:: Instructions to follow ::
Output the entries that follow character for character. Leave every image out.
:::::
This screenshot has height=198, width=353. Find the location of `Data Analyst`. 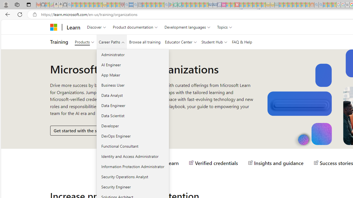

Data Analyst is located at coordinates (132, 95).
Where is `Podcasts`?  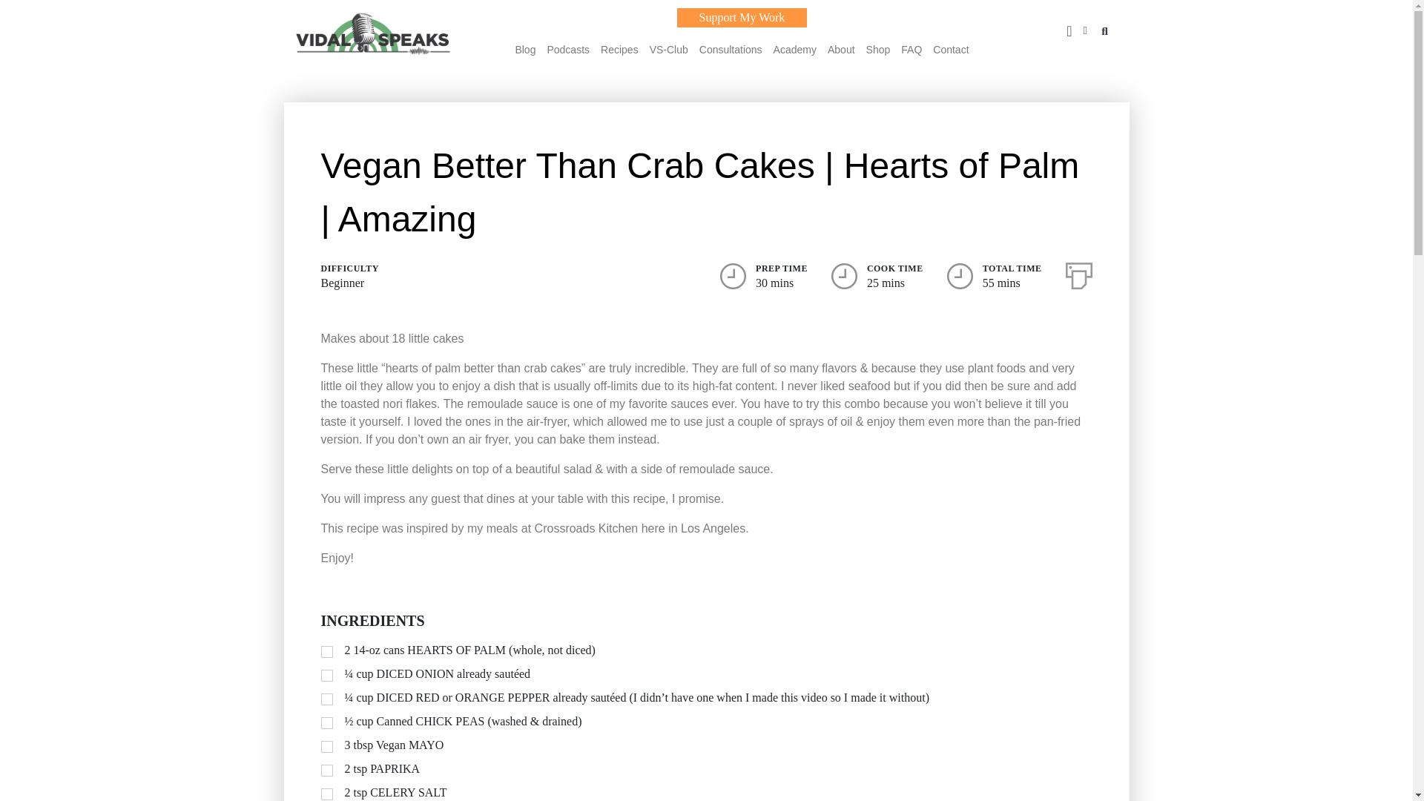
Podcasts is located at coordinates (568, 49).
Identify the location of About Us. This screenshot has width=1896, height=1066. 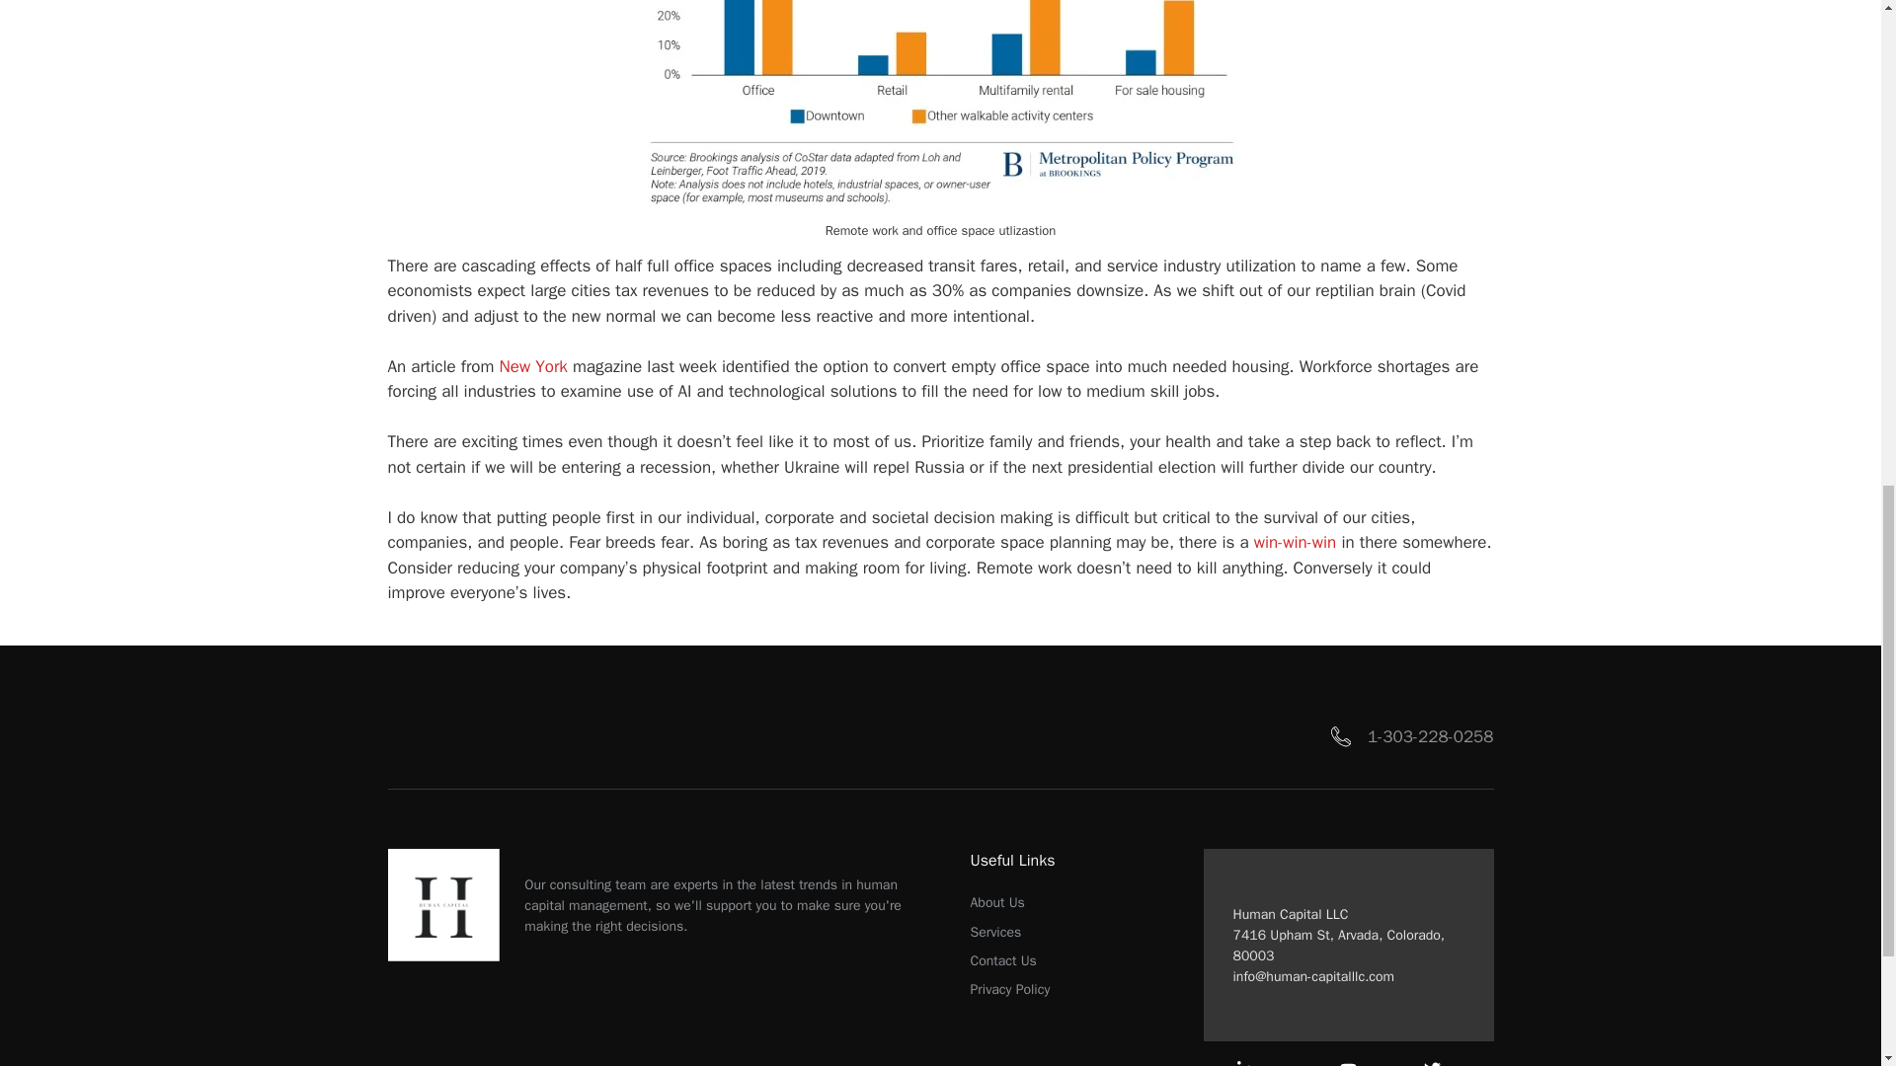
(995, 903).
:::::
:: Solution ::
This screenshot has height=198, width=353. Find the location of `Data Analyst`. 

Data Analyst is located at coordinates (132, 95).
Where is `Podcasts`?  
Podcasts is located at coordinates (568, 49).
Identify the location of About Us. This screenshot has width=1896, height=1066. 
(995, 903).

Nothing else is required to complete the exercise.